Mahathir in the latter part of his talk also identifies the problem with the Muslim world and the solution of those problems. He says, ‘The early Muslims produced great mathematicians and scientists, scholars, physicians and astronomers etc. and they excelled in all the fields of knowledge of their times, besides studying and practising their own religion of Islam. As a result the Muslims were able to develop and extract wealth from their lands and through their world trade, able to strengthen their defences, protect their people and give them the Islamic way of life, as prescribed by Islam.
‘At the time the Europeans of the Middle Ages were still superstitious and backward, the enlightened Muslims had already built a great Muslim civilisation, respected and powerful, more than able to compete with the rest of the world and able to protect the ummah from foreign aggression.
‘But halfway through the building of the great Islamic civilisation came new interpreters of Islam who taught that acquisition of knowledge by Muslims meant only the study of Islamic theology. The study of science, medicine etc. was discouraged.
‘Intellectually the Muslims began to regress. With intellectual regression the great Muslim civilisation began to falter and wither....’ We concentrated more on the superficial interpretation of the Quran, forgetting the substance of the Prophet’s sunnah and the Quran’s injunctions. And it is the same with the other teachings of Islam.
We, thus, became the poorest, the most illiterate, the most backwards, the most unhealthy, the most un-enlightened, the most deprived and weakest of all human race. The Islamic world slipped into an abyss of darkness.
Mahathir thus proposes a framework of action consisting of thinking and acquisition of knowledge for the Muslim world particularly the youths. Knowledge which he a stresses has a scope beyond the theological knowledge, something which today’s Muslim scholars have come to define as the only knowledge relevant for the Muslims.
In this context it is important to note that the contemporary body of human knowledge which many of us see as Western and alien is not the special possession of the Europe and the US. Muslims and others equally have a right over them. It is fact that much of this corpus of knowledge was built during Renaissance and thereafter in Europe and America, but this process of large scale knowledge building took off on the works done by the Arabs, the Indians and the Chinese.
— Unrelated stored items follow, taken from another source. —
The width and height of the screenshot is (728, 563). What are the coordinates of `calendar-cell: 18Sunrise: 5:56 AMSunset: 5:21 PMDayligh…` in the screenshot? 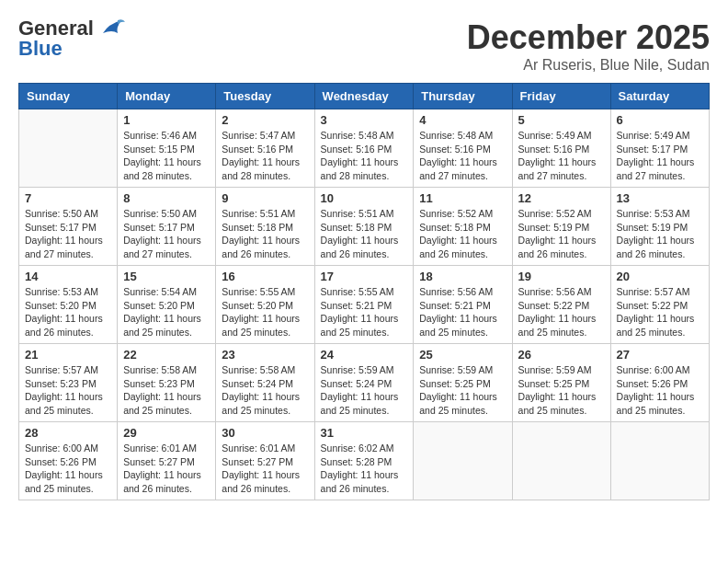 It's located at (463, 305).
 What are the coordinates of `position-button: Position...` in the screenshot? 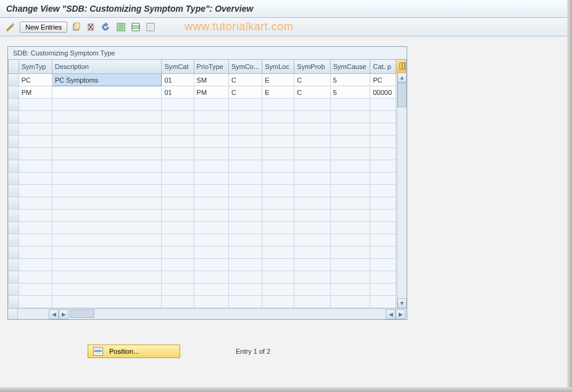 It's located at (134, 351).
One small example for instance is the term algorithm which comes from the name of the 9th century Muslim mathematician and the term Algebra which derives from his Arabic mathematical treaties Al Jabar wa-al-Muqabilab.
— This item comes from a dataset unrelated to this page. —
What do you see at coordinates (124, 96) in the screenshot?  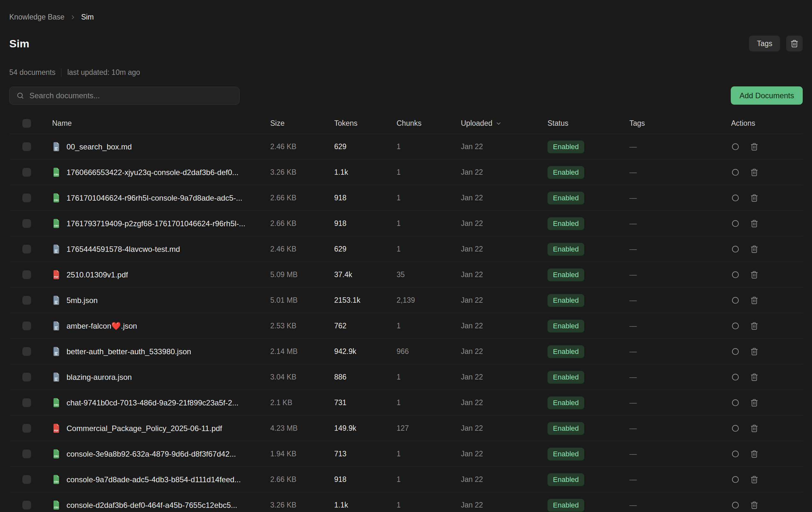 I see `search-input` at bounding box center [124, 96].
In the above proposition lies the future of the Muslims. Power comes from knowledge, spirituality, and technology, we should not act as brainless buffoon. In the history of humankind those who did not stop learning and believing have prevailed. Those who acted foolishly perished. Not until we think and rediscover this we will continue to suffer hugely in terms of precious man and material resources. Is the Muslim youth listening?